Evropski sklad za regionalni razvoj

How to improve color accuracy of your digital fabric simulations?

How to improve color accuracy of your digital fabric simulations?

As textile design increasingly relies on fabric simulations, we often prefer to skip physical printouts and send image files directly to customers for approval. Formats like JPEG or WebP are convenient because they produce small files, but their color accuracy is limited. Colors are converted to sRGB—the lowest common denominator—which is inadequate for a high‑quality workflow.

ArahWeave offers a powerful but often overlooked solution: saving simulations in TIFF Lab format. In this mode, the simulation is calculated and stored directly in the color‑accurate CIE Lab space, without conversion to RGB.

ArahWeave print dialog with TIFF CIE Lab format selected

Here’s how it works: yarn colors are defined in CIE Lab, either by matching to PANTONE or by measuring them with a spectrophotometer. The fabric simulation is then generated in CIE Lab and saved in TIFF Lab format, preserving the original color perfectly throughout the process. No conversions, no compromises—maximum color gamut.

Gwenview on Linux shows wrong colors, paper white is yellow

 

Of course, there is a catch: not all software reads TIFF Lab correctly. For example, Gwenview on Linux misinterprets the background white, rendering it yellow because it converts Lab to RGB under D50 instead of D65 lighting. GIMP makes the same mistake. By contrast, Krita handles Lab natively and displays the simulation accurately. On macOS, Preview shows the colors correctly, and Photoshop also supports Lab format.

Gimp also reads TIFF CIE Lab images incorrectly, white becomes yellow

This means that if your customer uses professional tools within a calibrated workflow, they will see accurate colors both on screen and on color‑managed printers. The trade‑off is file size: TIFFs are significantly larger than JPEGs, but that is the price we pay for true color fidelity.

Finally success – Krita natively supports CIE Lab color format, and white is correct

Fabric simulation by Paoletti Tessuti.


* Exercise description *
Report, word for word, every line of the material that contains "left".

******************************

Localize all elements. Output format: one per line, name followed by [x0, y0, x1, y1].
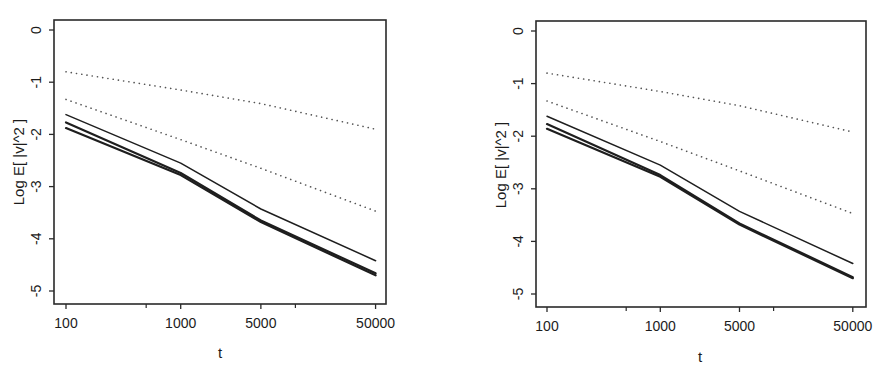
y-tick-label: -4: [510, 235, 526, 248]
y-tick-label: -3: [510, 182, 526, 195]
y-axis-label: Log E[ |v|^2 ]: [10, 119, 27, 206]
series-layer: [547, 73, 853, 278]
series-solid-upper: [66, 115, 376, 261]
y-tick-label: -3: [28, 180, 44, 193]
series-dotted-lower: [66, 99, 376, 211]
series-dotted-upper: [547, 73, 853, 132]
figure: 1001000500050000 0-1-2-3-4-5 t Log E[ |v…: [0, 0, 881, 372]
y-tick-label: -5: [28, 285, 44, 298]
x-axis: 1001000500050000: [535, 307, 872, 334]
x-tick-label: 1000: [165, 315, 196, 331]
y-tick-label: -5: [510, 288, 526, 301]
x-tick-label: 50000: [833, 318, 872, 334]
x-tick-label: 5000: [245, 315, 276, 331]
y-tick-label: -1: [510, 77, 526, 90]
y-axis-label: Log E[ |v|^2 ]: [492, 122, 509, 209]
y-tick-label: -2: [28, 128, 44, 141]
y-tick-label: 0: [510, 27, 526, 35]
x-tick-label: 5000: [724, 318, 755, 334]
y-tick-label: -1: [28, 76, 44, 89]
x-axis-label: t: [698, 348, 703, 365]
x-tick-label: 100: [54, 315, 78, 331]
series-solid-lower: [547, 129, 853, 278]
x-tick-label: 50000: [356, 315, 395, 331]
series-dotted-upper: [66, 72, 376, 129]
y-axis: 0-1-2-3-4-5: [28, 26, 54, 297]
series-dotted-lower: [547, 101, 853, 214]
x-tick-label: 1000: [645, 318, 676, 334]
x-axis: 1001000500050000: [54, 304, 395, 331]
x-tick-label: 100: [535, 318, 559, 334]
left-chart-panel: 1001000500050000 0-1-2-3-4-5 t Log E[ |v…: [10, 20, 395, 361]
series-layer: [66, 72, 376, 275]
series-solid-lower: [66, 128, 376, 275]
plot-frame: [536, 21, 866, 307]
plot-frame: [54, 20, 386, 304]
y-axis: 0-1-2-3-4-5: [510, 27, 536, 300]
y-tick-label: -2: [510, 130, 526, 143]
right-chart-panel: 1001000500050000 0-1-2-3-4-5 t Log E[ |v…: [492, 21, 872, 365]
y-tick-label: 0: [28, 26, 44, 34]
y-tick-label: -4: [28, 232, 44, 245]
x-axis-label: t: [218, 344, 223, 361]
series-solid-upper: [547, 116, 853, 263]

******************************

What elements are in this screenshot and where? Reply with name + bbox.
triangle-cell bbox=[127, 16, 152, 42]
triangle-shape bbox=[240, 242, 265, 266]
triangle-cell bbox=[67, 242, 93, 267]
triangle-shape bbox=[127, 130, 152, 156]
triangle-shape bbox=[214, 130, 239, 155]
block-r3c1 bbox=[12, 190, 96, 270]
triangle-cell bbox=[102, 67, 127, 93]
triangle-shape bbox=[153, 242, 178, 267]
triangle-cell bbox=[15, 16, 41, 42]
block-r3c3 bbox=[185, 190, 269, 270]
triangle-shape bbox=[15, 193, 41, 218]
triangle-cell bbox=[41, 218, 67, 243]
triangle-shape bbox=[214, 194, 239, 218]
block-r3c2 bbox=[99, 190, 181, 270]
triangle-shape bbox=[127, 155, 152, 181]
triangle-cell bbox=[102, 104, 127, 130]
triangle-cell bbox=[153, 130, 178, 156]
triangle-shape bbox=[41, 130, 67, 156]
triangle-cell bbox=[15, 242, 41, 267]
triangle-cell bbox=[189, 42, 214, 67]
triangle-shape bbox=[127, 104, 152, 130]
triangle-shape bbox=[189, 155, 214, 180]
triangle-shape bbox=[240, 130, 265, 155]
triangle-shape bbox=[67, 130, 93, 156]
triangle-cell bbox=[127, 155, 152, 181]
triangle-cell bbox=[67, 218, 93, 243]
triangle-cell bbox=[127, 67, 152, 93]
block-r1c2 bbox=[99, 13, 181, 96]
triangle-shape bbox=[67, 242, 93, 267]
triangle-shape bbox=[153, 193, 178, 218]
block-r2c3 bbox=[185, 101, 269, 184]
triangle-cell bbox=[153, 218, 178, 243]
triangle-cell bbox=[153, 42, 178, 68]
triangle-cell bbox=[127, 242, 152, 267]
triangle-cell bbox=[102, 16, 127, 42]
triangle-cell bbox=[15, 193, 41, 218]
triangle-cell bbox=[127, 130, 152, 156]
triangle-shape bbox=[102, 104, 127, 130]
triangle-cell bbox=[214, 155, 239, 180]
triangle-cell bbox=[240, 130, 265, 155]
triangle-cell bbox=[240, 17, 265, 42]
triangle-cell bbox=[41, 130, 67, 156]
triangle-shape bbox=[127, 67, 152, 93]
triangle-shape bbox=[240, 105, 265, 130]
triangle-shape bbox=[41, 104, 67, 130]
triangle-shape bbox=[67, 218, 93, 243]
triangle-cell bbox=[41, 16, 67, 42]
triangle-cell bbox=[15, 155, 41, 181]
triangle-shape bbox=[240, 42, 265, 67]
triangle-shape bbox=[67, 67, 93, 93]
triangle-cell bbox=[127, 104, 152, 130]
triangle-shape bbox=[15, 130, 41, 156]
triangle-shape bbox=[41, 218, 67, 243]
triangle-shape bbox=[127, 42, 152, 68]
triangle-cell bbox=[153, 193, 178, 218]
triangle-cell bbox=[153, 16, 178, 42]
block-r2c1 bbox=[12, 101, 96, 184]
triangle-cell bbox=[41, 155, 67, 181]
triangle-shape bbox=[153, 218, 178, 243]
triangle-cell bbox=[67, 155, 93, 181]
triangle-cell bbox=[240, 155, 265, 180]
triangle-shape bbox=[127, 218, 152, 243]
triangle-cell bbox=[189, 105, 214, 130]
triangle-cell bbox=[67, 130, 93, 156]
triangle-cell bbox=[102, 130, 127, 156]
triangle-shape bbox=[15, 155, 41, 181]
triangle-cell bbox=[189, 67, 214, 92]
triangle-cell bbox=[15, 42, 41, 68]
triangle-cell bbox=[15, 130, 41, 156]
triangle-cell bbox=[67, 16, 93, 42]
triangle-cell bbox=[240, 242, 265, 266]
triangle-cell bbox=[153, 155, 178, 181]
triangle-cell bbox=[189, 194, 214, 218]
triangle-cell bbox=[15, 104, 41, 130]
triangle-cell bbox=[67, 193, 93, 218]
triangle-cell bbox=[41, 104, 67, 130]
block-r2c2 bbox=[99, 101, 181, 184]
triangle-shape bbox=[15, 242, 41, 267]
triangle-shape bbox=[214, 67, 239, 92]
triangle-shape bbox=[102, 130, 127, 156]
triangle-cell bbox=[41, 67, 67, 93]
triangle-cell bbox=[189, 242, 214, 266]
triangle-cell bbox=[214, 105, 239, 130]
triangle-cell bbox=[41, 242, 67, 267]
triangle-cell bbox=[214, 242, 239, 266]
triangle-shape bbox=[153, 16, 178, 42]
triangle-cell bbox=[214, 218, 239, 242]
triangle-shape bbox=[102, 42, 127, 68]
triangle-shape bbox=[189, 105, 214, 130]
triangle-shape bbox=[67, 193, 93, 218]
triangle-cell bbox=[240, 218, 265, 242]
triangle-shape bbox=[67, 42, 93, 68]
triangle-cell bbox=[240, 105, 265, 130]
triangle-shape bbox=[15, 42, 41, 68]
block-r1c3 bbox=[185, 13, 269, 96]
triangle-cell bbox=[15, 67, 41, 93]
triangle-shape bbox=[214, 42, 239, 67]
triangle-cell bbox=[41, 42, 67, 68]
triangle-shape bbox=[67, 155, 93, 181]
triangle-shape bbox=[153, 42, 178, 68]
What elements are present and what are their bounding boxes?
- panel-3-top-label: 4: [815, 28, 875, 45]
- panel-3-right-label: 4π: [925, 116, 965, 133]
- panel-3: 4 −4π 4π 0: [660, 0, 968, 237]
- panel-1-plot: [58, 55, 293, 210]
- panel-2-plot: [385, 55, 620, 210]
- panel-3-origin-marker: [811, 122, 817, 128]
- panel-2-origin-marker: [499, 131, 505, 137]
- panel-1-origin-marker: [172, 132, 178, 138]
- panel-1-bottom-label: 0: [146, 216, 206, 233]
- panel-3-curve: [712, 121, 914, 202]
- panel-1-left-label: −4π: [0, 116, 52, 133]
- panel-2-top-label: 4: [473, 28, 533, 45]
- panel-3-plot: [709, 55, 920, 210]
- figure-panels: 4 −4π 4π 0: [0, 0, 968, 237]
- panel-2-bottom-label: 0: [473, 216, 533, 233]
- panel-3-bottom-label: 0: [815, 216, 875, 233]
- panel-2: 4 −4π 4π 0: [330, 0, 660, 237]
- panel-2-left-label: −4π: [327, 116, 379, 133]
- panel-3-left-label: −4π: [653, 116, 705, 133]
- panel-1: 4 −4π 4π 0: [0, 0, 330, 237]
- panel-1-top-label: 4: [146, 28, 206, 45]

******************************

* Result of the task *
left-chart-panel: 1001000500050000 0-1-2-3-4-5 t Log E[ |v…: [10, 20, 395, 361]
- panel-1-left-label: −4π: [0, 116, 52, 133]
- panel-2-left-label: −4π: [327, 116, 379, 133]
- panel-3-left-label: −4π: [653, 116, 705, 133]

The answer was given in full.